Right image: A Western-Han blue-glass bowl; although the Chinese had been making glass bead items since the Spring and Autumn Period (722–481 BC), the first Chinese glasswares (such as bowls and bottles) appeared during Western Han.

The establishment of the Silk Road occurred during Wu's reign, owing to the efforts of the diplomat Zhang Qian. The increased demand for silk from the Roman Empire stimulated commercial traffic in both Central Asia and across the Indian Ocean. Roman merchants sailed to Barbarikon near present-day Karachi, Pakistan, and Barygaza in present-day Gujarat, India to purchase Chinese silks (see Roman trade with India). When Emperor Wu conquered Nanyue—in what is now Southwest China and northern Vietnam—in 111 BC, overseas trade was extended to Southeast Asia and the Indian Ocean, as maritime merchants traded Han gold and silk for pearls, jade, lapis lazuli, and glasswares.

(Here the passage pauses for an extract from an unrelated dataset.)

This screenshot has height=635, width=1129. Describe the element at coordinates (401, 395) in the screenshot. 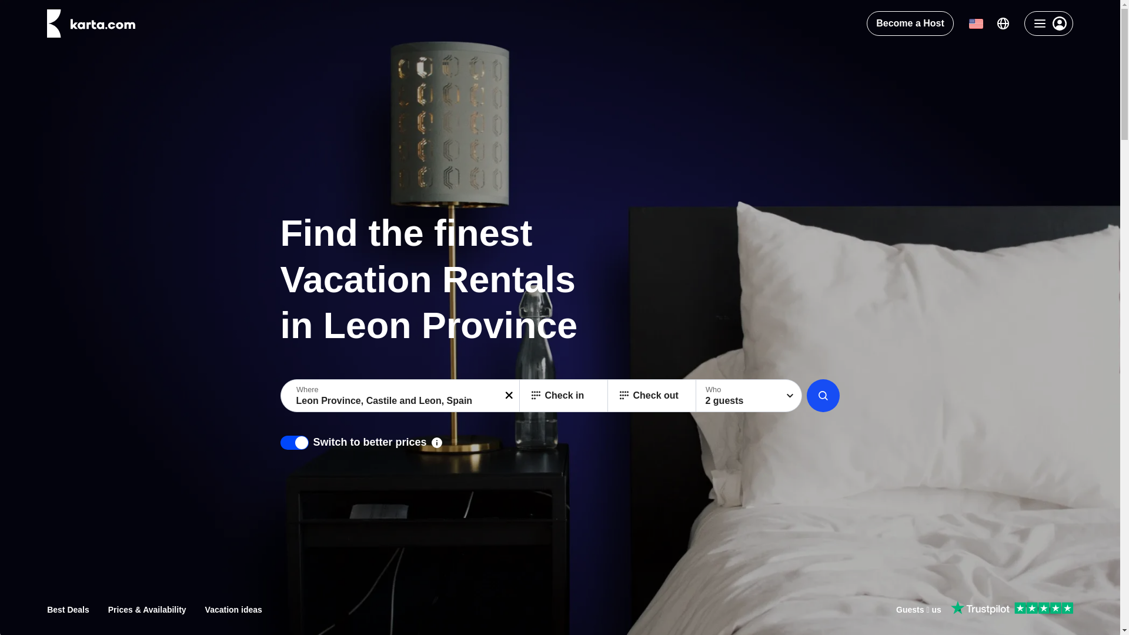

I see `Leon Province, Castile and Leon, Spain` at that location.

The Book of Later Han states that Roman envoys sent by Emperor Marcus Aurelius (r. 161–180 AD), following a southern route, brought gifts to the court of Emperor Huan of Han (r. 146–168 AD) in 166 AD. This Roman mission followed an unsuccessful attempt by the Han diplomat Gan Ying to reach Rome in 97. Gan Ying was delayed at the Persian Gulf, by Arsacid authorities, and could only make a report on Rome based on oral accounts. Historians Charles Hucker and Rafe de Crespigny both speculate that the Roman mission of 166 AD involved enterprising Roman merchants instead of actual diplomats; Hucker writes:

Tributary missions from vassal states were commonly allowed to include traders, who thus gained opportunities to do business in the capital markets. No doubt a large proportion of what the Chinese court chose to call tributary missions were in fact shrewdly organized commercial ventures by foreign merchants with no diplomatic status at all. This was unquestionably the case, most notably, with a group of traders who appeared on the south coast in 166 A.D. claiming to be envoys from the Roman emperor Marcus Aurelius Antoninus.

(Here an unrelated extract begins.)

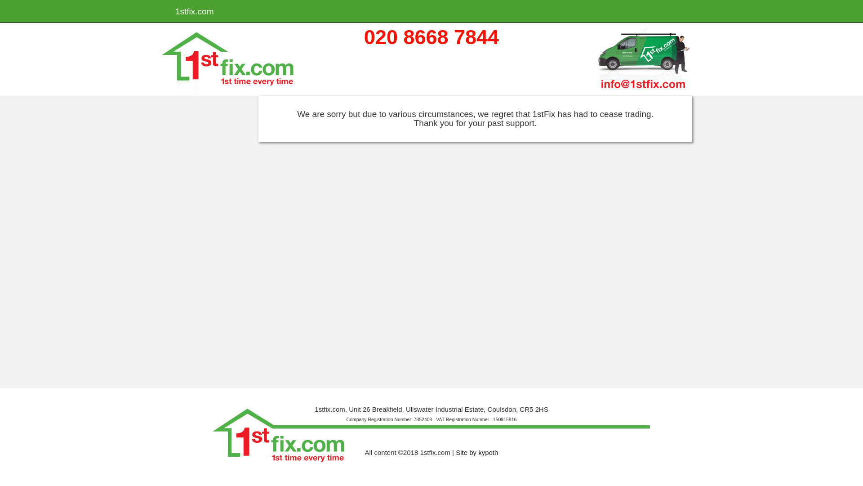 Image resolution: width=863 pixels, height=486 pixels. I want to click on kypoth, so click(488, 452).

The main trade route leading into Han China passed first through Kashgar, yet Hellenized Bactria further west was the central node of international trade. By the 1st century AD, Bactria and much of Central Asia and North India were controlled by the Kushan Empire. Silk was the main export item from China to India. Indian merchants brought various goods to China, including tortoise shell, gold, silver, copper, iron, lead, tin, fine cloth, woolen textiles, perfume and incense, crystal sugar, pepper, ginger, salt, coral, pearls, glass items, and Roman wares. Indian merchants brought Roman styrax and frankincense to China, while the Chinese knew bdellium as a fragrant item from Persia, although it was native to West India. The tall Ferghana horses imported from Fergana were highly prized in Han China. The newly introduced exotic Central Asian grapes (i.e. vitis vinifera) were used to make grape wine, although the Chinese had rice wine before this. Glass luxury items from ancient Mesopotamia have been found in Chinese tombs and dated to the late Spring and Autumn Period (771–476 BC). Roman glasswares have been found in Chinese tombs dating to the early 1st century BC, with the earliest specimen found at the southern Chinese seaport of Guangzhou. Silverwares from Roman- and Arsacid territories have also been found at Han tomb sites.